Computer users are always on the lookout for upgrades of their desktops and laptops. The technology sector as a whole is one of the few buoyant areas of the economy. Household names abound: Apple, Hewlett-Packard, Dell, and more.
You don’t have to look beyond those facts for an explanation of why the computer hardware industry is one of the nation’s most reliable engines of growth. But drill down into the industry’s smaller and less famous names, and you’ll find other causes for these manufacturers’ ability to produce cash as they expand, rather than consume it. Most prominent is their aplomb in managing the elements of working capital: outstanding bills, inventory, and money owed.
Indeed, CFO’s first Free Cash Profile (FCP) industry snapshot, based on a sample of 79 publicly traded computer hardware makers, suggests that top-flight working capital performance may be the key driver of these companies’ ability to spawn free cash flow as they grow – the essence of what the FCP measures.
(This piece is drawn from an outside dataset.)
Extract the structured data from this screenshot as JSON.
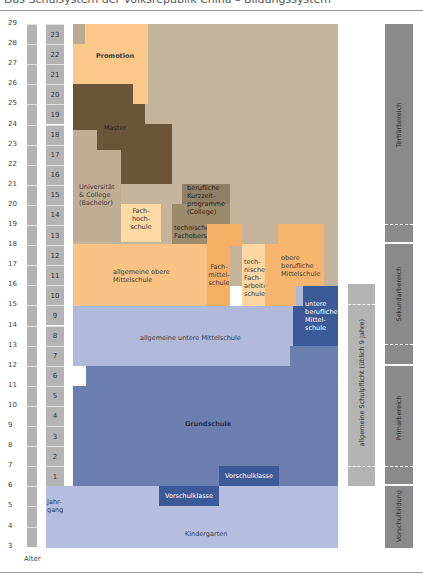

Specifically, the ability to get customers to pay in advance seems to be a huge factor.
Out of all the hardware companies studied, CFO and Charles Mulford, a Georgia Tech accounting professor who developed the FCP metric, focused on the 11 firms that reported between $300 million and $800 million in revenues for the 12-month period ended nearest to June 30, 2011. Also included in the study, for purposes of comparison, were the 5 largest computer hardware firms. (Each month, CFO will look at the FCPs of a different industry or sector group.)
Even though it lacks the economies of scale that made Apple perhaps the nation’s most prominent cash generator, Blue Coat Systems, the top FCP performer among the target group studied, beat out Apple by 52.35% to 50.59%. Propelling Blue Coat’s stellar FCP was an even more impressive operating-working-capital-to-revenue percentage of -34.36%. Similarly, STEC Inc., the company with the lowest FCP (-3.35%), also bore the heaviest working capital load (22.32%) by far.
Overall, the industry shows a median FCP of 4.6% of revenue – meaning that it has the capability to generate that percentage of free cash flow per dollar of sales as it grows. (To learn how FCPs are calculated, see “How the Free Cash Profile Works” below.)
The computer hardware industry’s median FCP puts it within hailing distance of the all-industry median profile of 4.95%. Nevertheless, Mulford had expected better from an industry with such a good reputation for cash generation. What weighed the sector’s median FCP down, however, were the lackluster profiles of many smaller companies.
Because of their size, the smaller firms had lower profit margins and more cash tied up in working capital, he says, noting that those factors lessened the companies’ ability to produce free cash flow.
The companies studied, however, did much better – better, even, than a great many companies across the industry spectrum – by scoring a median FCP of 16.15%. By getting their clients to pay in advance, largely through the use of service contracts, they’re able to offset the costs of carrying inventory and waiting to reap the benefit of sales, according to Mulford.
To be sure, these companies tend to have relatively low levels of inventory and correspondingly low capital expenditures. Even those hardware companies with “normal levels of inventory [are] financing all that with other people’s money,” says Mulford.